W.K. Kellogg Foundation matches endowment donation

Story by Stella Childress, Contributing writer

Bob and Patricia Long, establishers of the Giving Back Endowment, received a matching grant from the W. K. Kellogg Foundation to their $50,000 donation.

The endowment now has a total of $165,000 as $65,000 has been contributed by individual donors, many of them Murray State students, known as founders of the endowment.

The Giving Back Endowment promotes student philanthropy and experiential learning across all disciplines on campus.

Starting in Fall 2017, all faculty will be invited to submit proposals to receive money to incorporate a service learning project in their class and a few will be selected.

Long said that David Whaley, dean of the College of Education and Human Services, has agreed to help facilitate the application process of the endowment.

The money in the endowment will never be spent but will generate interest that can finance student philanthropic work at Murray State forever, as an endowment generates funds but never spends the principle amount.

In 2008, after working at the W.K. Kellogg Foundation for 16 years, Long came to Murray State to teach in the Nonprofit Leadership Studies. He started the Giving Back Endowment that same year.

Long said a perk of retirement from W.K Kellogg is a two to one matching of donations to youth development programs.

According to the W.K. Kellogg Foundation website, the foundation “supports children, families and communities as they strengthen and create conditions that propel vulnerable children to achieve success as individuals and as contributors to the larger community and society.”

Long said his goals go further than the W.K. Kellogg Foundation mission by expanding service learning to all disciplines, not just the Nonprofit Leadership Studies Program where the student philanthropy work began at Murray State. 

Long said since he is a nontraditional professor, not having received his doctorate until his 40s but having prior experience in the nonprofit field, he wanted every class he taught to have a “live” component.

Long said the student philanthropy projects add the live component and the Giving Back Endowment helps generate the revenue to do those projects.

He said receiving money for philanthropy projects that involve youth giving back to the community is easy, because people value that work.

Long has worked in youth development for many years.

“I was often working with the more vulnerable youth and looking for the edge that gives them a more meaningful learning experience,” Long said.

He began examining the perception of money having value and started raising money for the youth to give back to the community as a philanthropy project.

“When kids that are marginalized and undervalued are seen doing real work in the public, something that matters to them, they know it and the public knows it,” Long said. “They are viewed differently and they view themselves differently.”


→ **What is expected**
Please output all the entries word for word, without the pictures.

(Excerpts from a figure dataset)
[Start of section]

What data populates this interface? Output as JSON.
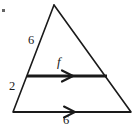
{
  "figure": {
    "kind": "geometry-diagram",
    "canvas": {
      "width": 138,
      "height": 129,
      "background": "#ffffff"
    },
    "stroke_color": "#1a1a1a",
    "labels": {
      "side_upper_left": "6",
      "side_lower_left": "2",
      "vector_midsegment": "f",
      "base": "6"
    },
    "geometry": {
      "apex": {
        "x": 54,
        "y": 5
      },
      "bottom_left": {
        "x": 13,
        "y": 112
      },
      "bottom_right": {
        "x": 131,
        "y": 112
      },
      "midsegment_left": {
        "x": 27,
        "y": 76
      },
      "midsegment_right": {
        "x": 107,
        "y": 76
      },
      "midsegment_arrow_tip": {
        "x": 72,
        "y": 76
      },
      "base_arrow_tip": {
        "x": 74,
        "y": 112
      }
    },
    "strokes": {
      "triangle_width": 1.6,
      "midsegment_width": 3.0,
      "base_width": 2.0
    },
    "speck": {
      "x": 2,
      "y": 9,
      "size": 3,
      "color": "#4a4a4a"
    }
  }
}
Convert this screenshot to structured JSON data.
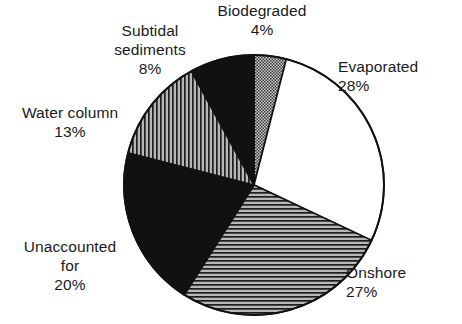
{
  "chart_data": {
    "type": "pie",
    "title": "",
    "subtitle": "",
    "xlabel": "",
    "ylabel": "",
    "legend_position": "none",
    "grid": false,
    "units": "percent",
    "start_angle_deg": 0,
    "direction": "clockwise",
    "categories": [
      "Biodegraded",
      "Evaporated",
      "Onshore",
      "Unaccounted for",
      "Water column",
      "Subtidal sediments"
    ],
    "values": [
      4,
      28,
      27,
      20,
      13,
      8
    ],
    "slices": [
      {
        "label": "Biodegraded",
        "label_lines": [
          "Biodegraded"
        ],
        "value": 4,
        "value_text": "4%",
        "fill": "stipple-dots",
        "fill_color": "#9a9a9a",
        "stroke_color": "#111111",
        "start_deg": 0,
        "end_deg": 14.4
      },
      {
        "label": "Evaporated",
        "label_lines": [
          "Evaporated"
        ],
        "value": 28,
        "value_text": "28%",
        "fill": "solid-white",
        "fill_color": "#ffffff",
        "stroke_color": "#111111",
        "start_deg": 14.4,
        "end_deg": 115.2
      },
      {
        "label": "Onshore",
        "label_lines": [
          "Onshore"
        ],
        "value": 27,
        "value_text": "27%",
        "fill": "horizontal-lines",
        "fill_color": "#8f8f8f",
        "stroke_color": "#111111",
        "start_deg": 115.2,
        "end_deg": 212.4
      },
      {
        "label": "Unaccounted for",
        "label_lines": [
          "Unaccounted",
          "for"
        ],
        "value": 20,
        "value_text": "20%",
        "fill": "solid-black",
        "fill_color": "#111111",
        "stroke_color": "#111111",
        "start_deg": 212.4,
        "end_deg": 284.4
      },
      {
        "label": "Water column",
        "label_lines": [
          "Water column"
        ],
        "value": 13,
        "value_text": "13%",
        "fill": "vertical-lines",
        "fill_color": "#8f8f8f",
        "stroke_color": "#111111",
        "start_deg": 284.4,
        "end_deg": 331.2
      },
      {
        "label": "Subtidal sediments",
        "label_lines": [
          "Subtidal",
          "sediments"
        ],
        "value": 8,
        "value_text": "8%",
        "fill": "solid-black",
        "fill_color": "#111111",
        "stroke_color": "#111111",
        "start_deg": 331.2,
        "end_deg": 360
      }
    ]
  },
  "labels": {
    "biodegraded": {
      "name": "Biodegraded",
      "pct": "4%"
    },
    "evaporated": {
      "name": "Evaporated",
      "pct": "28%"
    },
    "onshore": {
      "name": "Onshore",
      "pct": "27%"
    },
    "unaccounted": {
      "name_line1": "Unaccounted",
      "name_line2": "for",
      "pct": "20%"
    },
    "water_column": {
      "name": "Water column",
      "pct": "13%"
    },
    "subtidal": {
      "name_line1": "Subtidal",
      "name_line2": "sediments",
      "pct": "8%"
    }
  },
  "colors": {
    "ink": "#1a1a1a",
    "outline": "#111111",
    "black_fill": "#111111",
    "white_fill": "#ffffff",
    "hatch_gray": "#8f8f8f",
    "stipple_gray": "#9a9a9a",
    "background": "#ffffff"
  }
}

[End of section]

→ **Output of the task**
What data populates this interface? Output as JSON.
{
  "figure": {
    "kind": "geometry-diagram",
    "canvas": {
      "width": 138,
      "height": 129,
      "background": "#ffffff"
    },
    "stroke_color": "#1a1a1a",
    "labels": {
      "side_upper_left": "6",
      "side_lower_left": "2",
      "vector_midsegment": "f",
      "base": "6"
    },
    "geometry": {
      "apex": {
        "x": 54,
        "y": 5
      },
      "bottom_left": {
        "x": 13,
        "y": 112
      },
      "bottom_right": {
        "x": 131,
        "y": 112
      },
      "midsegment_left": {
        "x": 27,
        "y": 76
      },
      "midsegment_right": {
        "x": 107,
        "y": 76
      },
      "midsegment_arrow_tip": {
        "x": 72,
        "y": 76
      },
      "base_arrow_tip": {
        "x": 74,
        "y": 112
      }
    },
    "strokes": {
      "triangle_width": 1.6,
      "midsegment_width": 3.0,
      "base_width": 2.0
    },
    "speck": {
      "x": 2,
      "y": 9,
      "size": 3,
      "color": "#4a4a4a"
    }
  }
}
Convert this screenshot to structured JSON data.
{
  "chart_data": {
    "type": "pie",
    "title": "",
    "subtitle": "",
    "xlabel": "",
    "ylabel": "",
    "legend_position": "none",
    "grid": false,
    "units": "percent",
    "start_angle_deg": 0,
    "direction": "clockwise",
    "categories": [
      "Biodegraded",
      "Evaporated",
      "Onshore",
      "Unaccounted for",
      "Water column",
      "Subtidal sediments"
    ],
    "values": [
      4,
      28,
      27,
      20,
      13,
      8
    ],
    "slices": [
      {
        "label": "Biodegraded",
        "label_lines": [
          "Biodegraded"
        ],
        "value": 4,
        "value_text": "4%",
        "fill": "stipple-dots",
        "fill_color": "#9a9a9a",
        "stroke_color": "#111111",
        "start_deg": 0,
        "end_deg": 14.4
      },
      {
        "label": "Evaporated",
        "label_lines": [
          "Evaporated"
        ],
        "value": 28,
        "value_text": "28%",
        "fill": "solid-white",
        "fill_color": "#ffffff",
        "stroke_color": "#111111",
        "start_deg": 14.4,
        "end_deg": 115.2
      },
      {
        "label": "Onshore",
        "label_lines": [
          "Onshore"
        ],
        "value": 27,
        "value_text": "27%",
        "fill": "horizontal-lines",
        "fill_color": "#8f8f8f",
        "stroke_color": "#111111",
        "start_deg": 115.2,
        "end_deg": 212.4
      },
      {
        "label": "Unaccounted for",
        "label_lines": [
          "Unaccounted",
          "for"
        ],
        "value": 20,
        "value_text": "20%",
        "fill": "solid-black",
        "fill_color": "#111111",
        "stroke_color": "#111111",
        "start_deg": 212.4,
        "end_deg": 284.4
      },
      {
        "label": "Water column",
        "label_lines": [
          "Water column"
        ],
        "value": 13,
        "value_text": "13%",
        "fill": "vertical-lines",
        "fill_color": "#8f8f8f",
        "stroke_color": "#111111",
        "start_deg": 284.4,
        "end_deg": 331.2
      },
      {
        "label": "Subtidal sediments",
        "label_lines": [
          "Subtidal",
          "sediments"
        ],
        "value": 8,
        "value_text": "8%",
        "fill": "solid-black",
        "fill_color": "#111111",
        "stroke_color": "#111111",
        "start_deg": 331.2,
        "end_deg": 360
      }
    ]
  },
  "labels": {
    "biodegraded": {
      "name": "Biodegraded",
      "pct": "4%"
    },
    "evaporated": {
      "name": "Evaporated",
      "pct": "28%"
    },
    "onshore": {
      "name": "Onshore",
      "pct": "27%"
    },
    "unaccounted": {
      "name_line1": "Unaccounted",
      "name_line2": "for",
      "pct": "20%"
    },
    "water_column": {
      "name": "Water column",
      "pct": "13%"
    },
    "subtidal": {
      "name_line1": "Subtidal",
      "name_line2": "sediments",
      "pct": "8%"
    }
  },
  "colors": {
    "ink": "#1a1a1a",
    "outline": "#111111",
    "black_fill": "#111111",
    "white_fill": "#ffffff",
    "hatch_gray": "#8f8f8f",
    "stipple_gray": "#9a9a9a",
    "background": "#ffffff"
  }
}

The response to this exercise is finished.